Auto Industry

Bumper profits

How Ma Yongtao came to dominate the US market for roof racks

Bumper profits

Good at grilling: Ma’s East Arrow

For every Chinese manufacturing start-up that makes it big, there are thousands of unsung firms stranded in mediocrity. It’s hard to say what makes one company succeed where so many others have foundered – but luck and good timing undoubtedly play a part.

That was certainly the case for East Arrow – probably the fastest-growing car modification business you’ve never heard of.

Since Guangdong East Arrow Automotive Products was established in 1994, it has grown from a tiny furniture maker into a major exporter of exterior car parts (think roof racks, grille guards and mud flaps).

Even East Arrow boss, Ma Yongtao, admitted to CBN Weekly his success “is partly down to luck”.

He made his first foray into car parts in the early 1990s, after being asked to repair the dented bumper of a smuggled Toyota Land Cruiser. (In those days getting a foreign-made car often meant buying one that had been imported illegally – and spare parts were hard to come by).

From that fortuitous encounter Ma established a decent-sized business serving the needs of the smuggled-in car market. But that all came to a halt in 1997 when authorities stamped out most of the car smuggling.

If East Arrow was going to continue making car parts it would have to look overseas for customers – starting virtually from scratch once again.

Ma tried advertising online for business but orders were small to begin with. His break came when he won a contract from Honda in 2000. That began his education in the exacting quality standards demanded by major car firms. “That first [Honda] product had a defect rate of 80%,” according to CBN, “and in the first year East Arrow lost several hundred thousand yuan.”

East Arrow had the resources to take the losses while it learnt the trade. Ma was also savvy enough to realise he couldn’t rely on a single customer – or his existing business model – to survive in the long run.

“OEM alone has no future,” Ma told the magazine, “as Guangdong’s manufacturing costs can’t compete with the rest of the country.”

So East Arrow also set to work creating its own brand: Winbo.

Progress was slow at first. The company first took a table at the Specialty Equipment Market Association’s US trade show in 2000 (more of a Budweiser than Bordeaux evening, by the sound of it) but it wasn’t until 2004 that it got its big break.

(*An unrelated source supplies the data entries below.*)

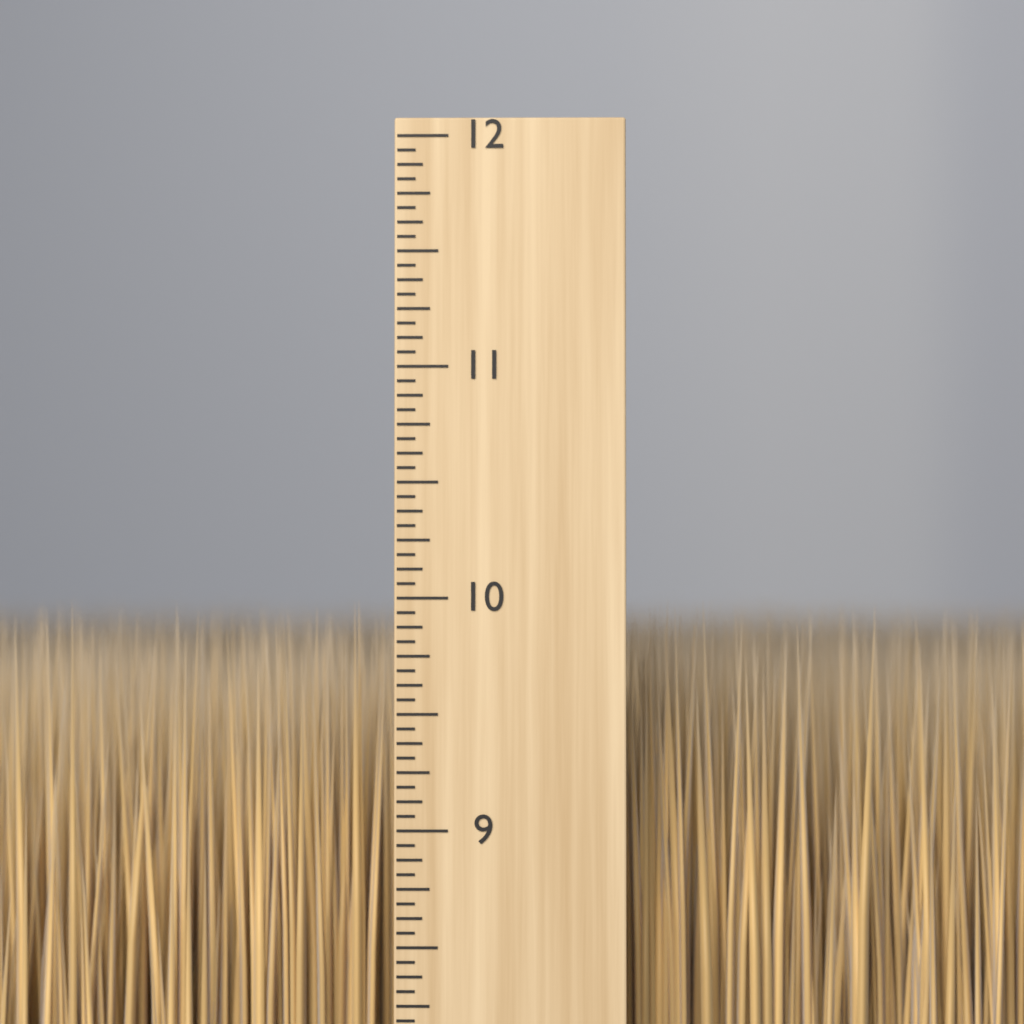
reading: 10.0000 inch
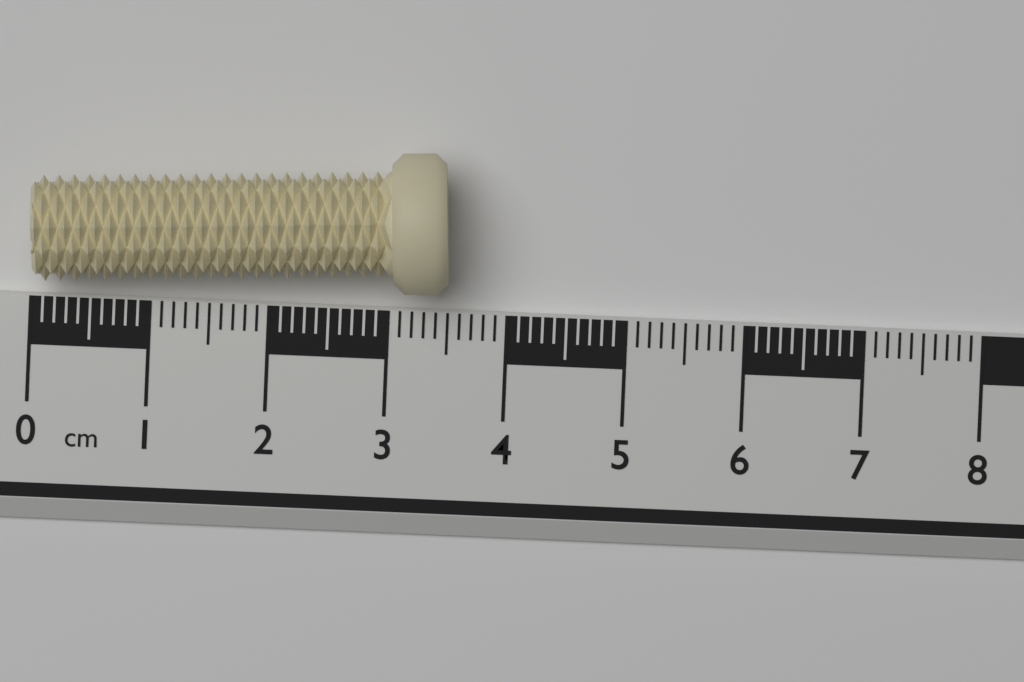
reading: 3.5 cm
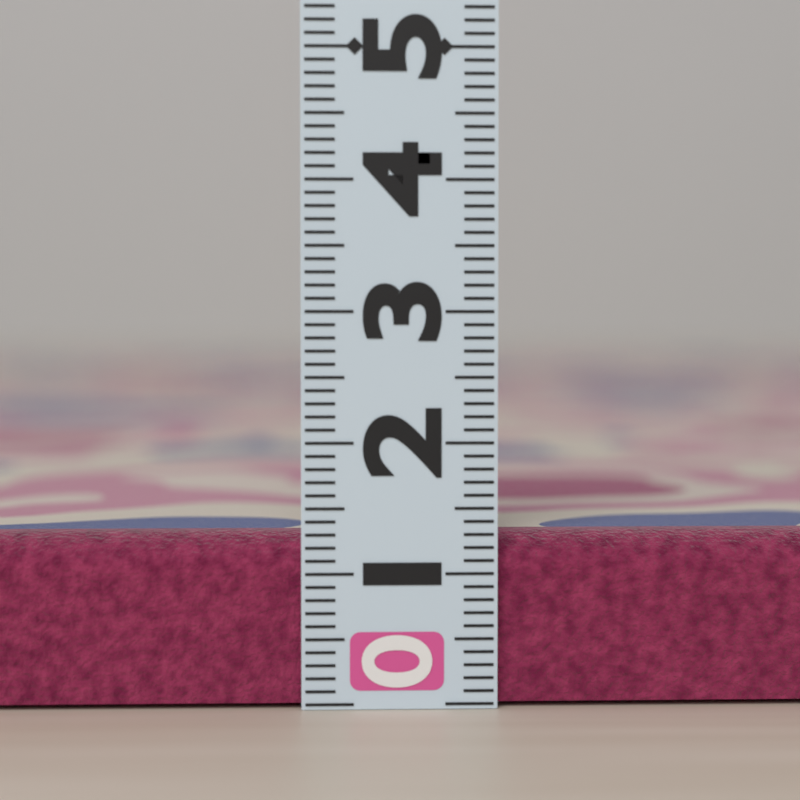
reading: 1.3 (no unit)
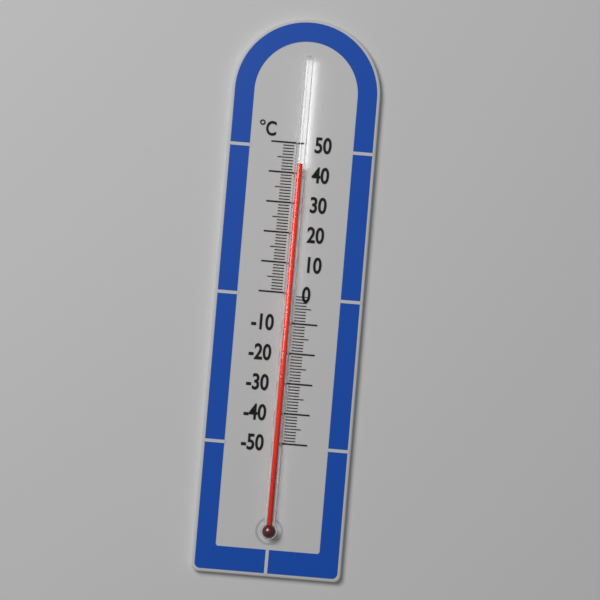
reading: 43 °C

Then it was approached by a struggling US wholesaler, and started a collaboration that would define the company. The customer came up with innovative ideas for parts like roof racks, and East Arrow worked out how to make them cheap.

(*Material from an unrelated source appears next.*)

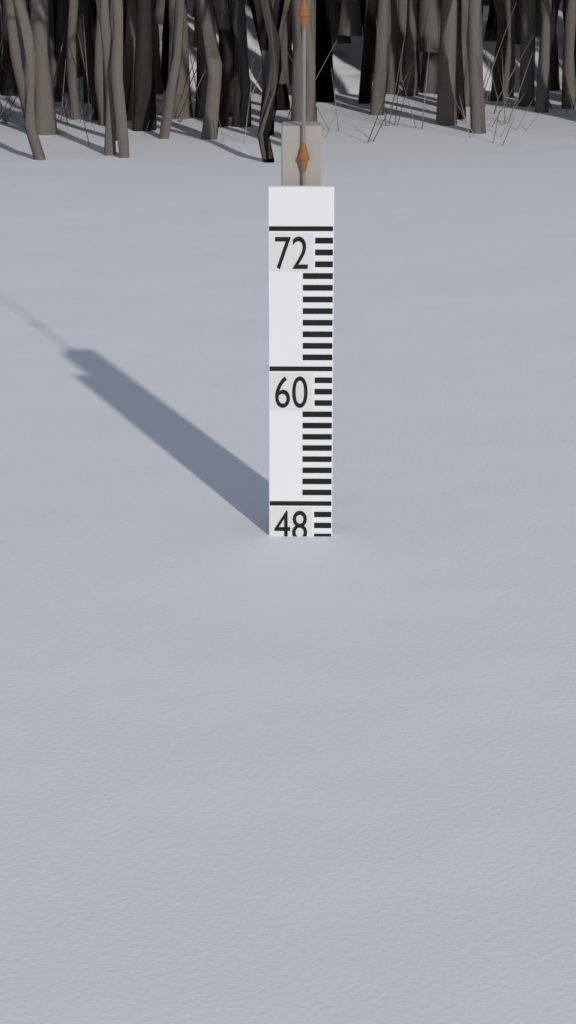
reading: 45 (no unit)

Market share in the US then started to grow at an astounding pace – to 40% in certain car modification product lines within a couple of years.

Ma credits the quality control lessons learned from Honda, allowing it to price 15% higher than rival Chinese firms.

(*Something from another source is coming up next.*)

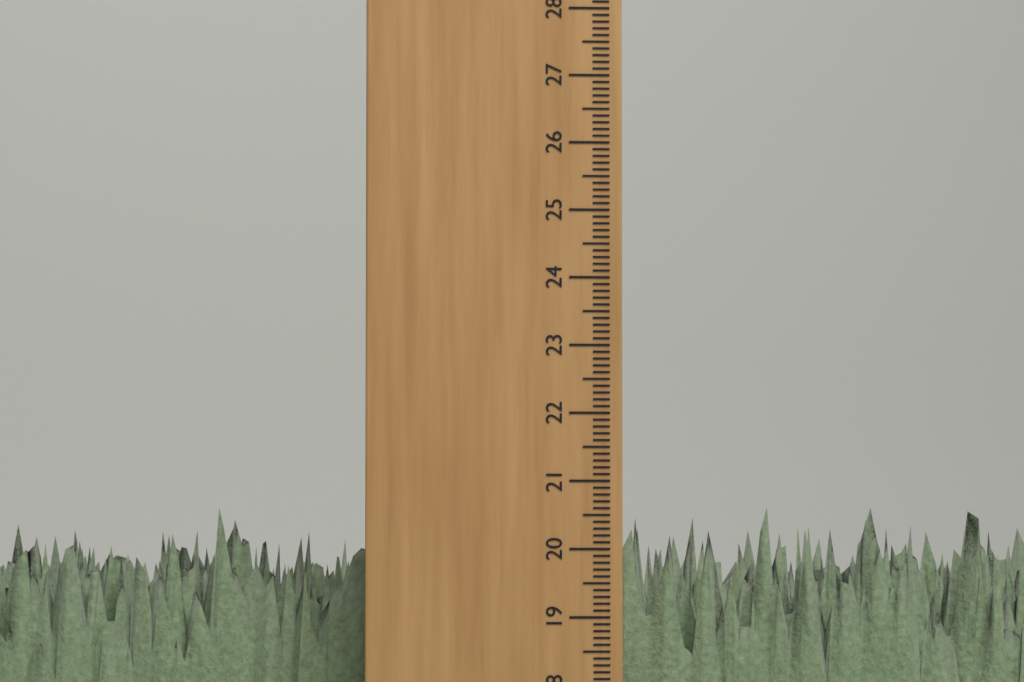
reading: 20.7 cm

Ma says he’s also had to learn to combine outsourcing “low value-added processes” while keeping essential work in-house. (Rustproofing was one area where outside quality was unreliable, and so has remained a core competency).

Fortune was with Ma again when the financial crisis hit in 2008. Some of his customers were struggling to pay him for the orders he’d filled. Should he file export insurance claims and risk bankrupting his customers, or take a chance that they’d eventually pay up?

Ma decided to trust his luck once again and recovered the sums owed over time, maintaining a full customer roster for when the market finally began to recover the following year.

With China now the world’s largest automobile market, Ma’s current hope is that the American love of modifying cars will spread to his home country.